Local groups reworking Remembrance Day for 2020

By Gordon Lambie
Local groups reworking Remembrance Day for 2020

While the tone of public discussion has been much more focused on what will happen with Halloween this year, a large number of conversations have been taking place behind the scenes with regard to Remembrance Day. Faced with a reality where the annual ceremonies in communities across the province can easily be considered high-risk gatherings, groups are being forced to think on their feet when it comes to honouring veterans past and present.
The Royal Canadian Legion’s Dominion Command sent out information on a much smaller-scale ceremony for Ottawa back at the end of the month of August, but on a more local level uncertainty has reigned as what is and is not permitted in terms of public gathering has shifted through the fall.
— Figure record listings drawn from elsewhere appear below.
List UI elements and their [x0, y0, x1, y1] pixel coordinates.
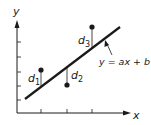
residual-label-d3: d3: [78, 35, 90, 49]
y-ticks: [17, 42, 21, 100]
equation-pointer: [107, 44, 112, 55]
data-point-2: [64, 82, 69, 87]
y-axis-label: y: [13, 6, 20, 17]
residual-label-d1: d1: [28, 73, 40, 87]
x-axis-label: x: [133, 110, 140, 121]
x-ticks: [41, 109, 92, 113]
residual-label-d2: d2: [71, 70, 83, 84]
data-point-3: [89, 24, 94, 29]
y-axis-arrow-icon: [15, 20, 20, 28]
residual-label-index: 1: [35, 78, 40, 87]
residual-label-name: d: [78, 34, 85, 47]
residual-label-index: 3: [85, 40, 90, 49]
data-point-1: [38, 67, 43, 72]
residual-label-name: d: [28, 72, 35, 85]
residual-label-index: 2: [78, 75, 83, 84]
line-equation: y = ax + b: [99, 57, 150, 67]
x-axis-arrow-icon: [123, 111, 131, 116]
residual-label-name: d: [71, 69, 78, 82]
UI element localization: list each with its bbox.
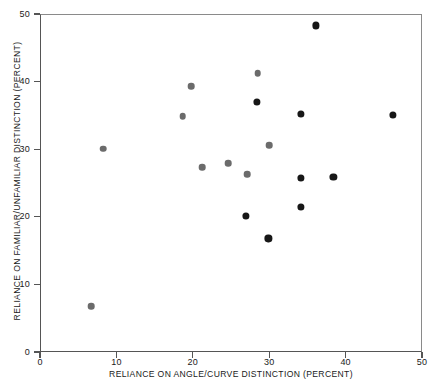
- data-point-grey-6: [244, 171, 251, 178]
- y-tick-50: [34, 13, 40, 14]
- data-point-grey-7: [254, 70, 261, 77]
- x-tick-label-20: 20: [178, 357, 208, 367]
- data-point-dark-3: [298, 110, 305, 117]
- x-tick-label-30: 30: [254, 357, 284, 367]
- data-point-grey-3: [188, 83, 195, 90]
- plot-area: [40, 14, 422, 352]
- data-point-grey-1: [100, 145, 107, 152]
- y-tick-40: [34, 81, 40, 82]
- data-point-grey-4: [199, 164, 206, 171]
- data-point-dark-1: [253, 98, 260, 105]
- x-tick-label-0: 0: [25, 357, 55, 367]
- x-tick-label-40: 40: [331, 357, 361, 367]
- x-tick-label-10: 10: [101, 357, 131, 367]
- data-point-grey-2: [180, 113, 187, 120]
- data-point-dark-7: [330, 173, 337, 180]
- data-point-dark-0: [243, 213, 250, 220]
- scatter-chart-figure: 01020304050 01020304050 RELIANCE ON ANGL…: [0, 0, 432, 387]
- data-point-grey-0: [88, 303, 95, 310]
- y-tick-10: [34, 284, 40, 285]
- data-point-dark-4: [298, 174, 305, 181]
- y-tick-0: [34, 351, 40, 352]
- data-point-grey-8: [266, 142, 273, 149]
- data-point-dark-5: [298, 203, 305, 210]
- y-tick-30: [34, 149, 40, 150]
- data-point-dark-2: [265, 235, 272, 242]
- x-axis-label: RELIANCE ON ANGLE/CURVE DISTINCTION (PER…: [40, 369, 422, 379]
- data-point-dark-6: [312, 22, 319, 29]
- y-axis-label: RELIANCE ON FAMILIAR/UNFAMILIAR DISTINCT…: [12, 1, 22, 361]
- data-point-grey-5: [225, 160, 232, 167]
- data-point-dark-8: [389, 111, 396, 118]
- x-tick-label-50: 50: [407, 357, 432, 367]
- y-tick-20: [34, 216, 40, 217]
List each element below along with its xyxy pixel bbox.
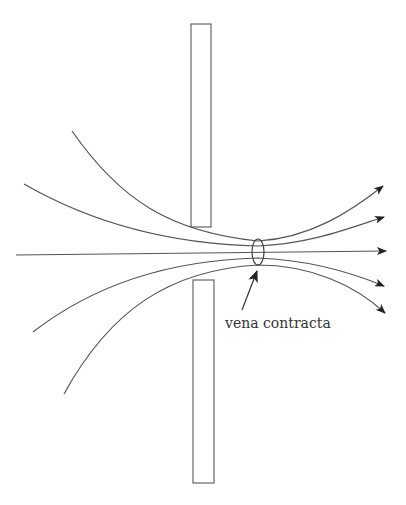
streamline-center [16,251,386,255]
orifice-plate-bottom [193,280,214,483]
vena-contracta-diagram: vena contracta [0,0,406,505]
orifice-plate-top [191,24,211,227]
vena-contracta-label: vena contracta [224,315,331,331]
vena-contracta-pointer-arrow [242,271,257,310]
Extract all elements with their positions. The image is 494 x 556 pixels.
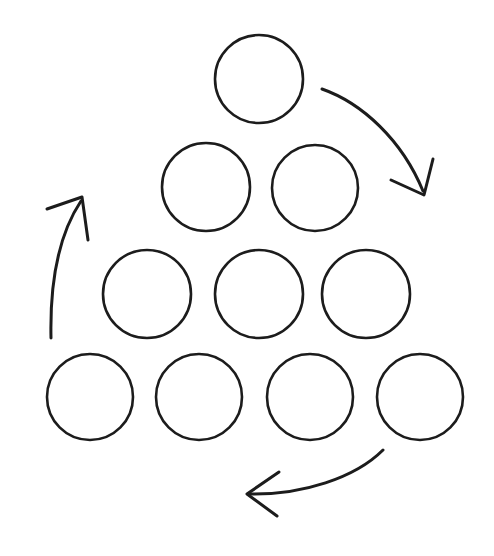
- circle-node-7[interactable]: [47, 354, 133, 440]
- arrow-left-ascending-shaft: [51, 201, 81, 338]
- arrow-left-ascending-head: [47, 197, 88, 240]
- circle-node-5[interactable]: [215, 250, 303, 338]
- circle-node-10[interactable]: [377, 354, 463, 440]
- circle-node-8[interactable]: [156, 354, 242, 440]
- circle-node-2[interactable]: [162, 143, 250, 231]
- diagram-canvas: Triangular arrangement of ten circles wi…: [0, 0, 494, 556]
- circle-row-1: [215, 35, 303, 123]
- arrow-bottom-leftward-shaft: [250, 450, 383, 494]
- circle-node-4[interactable]: [103, 250, 191, 338]
- circle-row-3: [103, 250, 410, 338]
- arrow-bottom-leftward-icon: [247, 450, 383, 516]
- arrow-right-descending-head: [391, 159, 433, 195]
- circle-node-6[interactable]: [322, 250, 410, 338]
- circle-node-9[interactable]: [267, 354, 353, 440]
- circle-cycle-diagram: [0, 0, 494, 556]
- circle-node-3[interactable]: [272, 145, 358, 231]
- circle-row-2: [162, 143, 358, 231]
- circle-row-4: [47, 354, 463, 440]
- arrow-left-ascending-icon: [47, 197, 88, 338]
- circle-node-1[interactable]: [215, 35, 303, 123]
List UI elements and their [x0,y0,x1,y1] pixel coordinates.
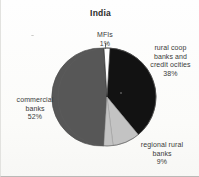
pie-label-rural-coop-line2: banks and [142,53,199,62]
pie-label-rural-coop-line3: credit ocities [142,61,199,70]
pie-label-rural-coop-banks: rural coop banks and credit ocities 38% [142,44,199,78]
pie-label-regional-line2: banks [127,150,197,159]
pie-label-regional-rural-banks: regional rural banks 9% [127,141,197,167]
scan-speck-icon [120,92,122,94]
pie-label-mfis: MFIs 1% [79,31,131,48]
pie-chart-figure: India MFIs 1% rural coop banks and credi… [0,0,199,177]
pie-label-mfis-value: 1% [79,40,131,49]
pie-label-mfis-name: MFIs [97,31,113,38]
pie-label-regional-value: 9% [127,158,197,167]
scan-artifact-icon [31,35,34,36]
pie-label-commercial-line1: commercial [17,96,54,103]
pie-label-regional-line1: regional rural [141,141,183,148]
pie-label-rural-coop-value: 38% [142,70,199,79]
pie-label-commercial-value: 52% [4,113,66,122]
pie-label-rural-coop-line1: rural coop [154,44,186,51]
pie-label-commercial-line2: banks [4,105,66,114]
pie-label-commercial-banks: commercial banks 52% [4,96,66,122]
Guy Marchessault, President of the Sherbrooke branch of the Royal Canadian Legion, said that under the current orange alert level, the local Public Health Department limited any gathering at the city’s cenotaph to a maximum of 25 people and any service at the St. Michel Cathedral to 100. As a result, the usual parade from the church to the cenotaph has been cancelled and the service has been converted to an invitation-only memorial that will be televised and broadcast online on November 8.
“We’re doing everything at the cathedral,” he said, explaining that the cadets and reserve units that are normally in attendance will either be absent or represented only by commanding officers in order to help keep space available for as many honoured guests as possible.
Marchessault shared that the service will actually be taking place this coming weekend in order to try to ensure that there is an act of remembrance to be shared come November.
“If things go red, we can’t do anything at all,” the president said, noting that the decision to try the recorded ceremony was made only Tuesday.
Peter Gooden, President of unit 318 of the Army, Navy, and Air Force Veterans in Canada told The Record that many of the groups organizing ceremonies across the country were in the dark waiting for safety directives for their various national leadership teams until very recently. As it has become clearer what is and is not considered safe, many groups have opted to only have private or very small-scale gatherings in the name of keeping people healthy.
“It’s a no-go for now,” he said of holding a ceremony in Lennoxville, noting that some small group of three or four people might work to ensure that wreaths are laid for November 11.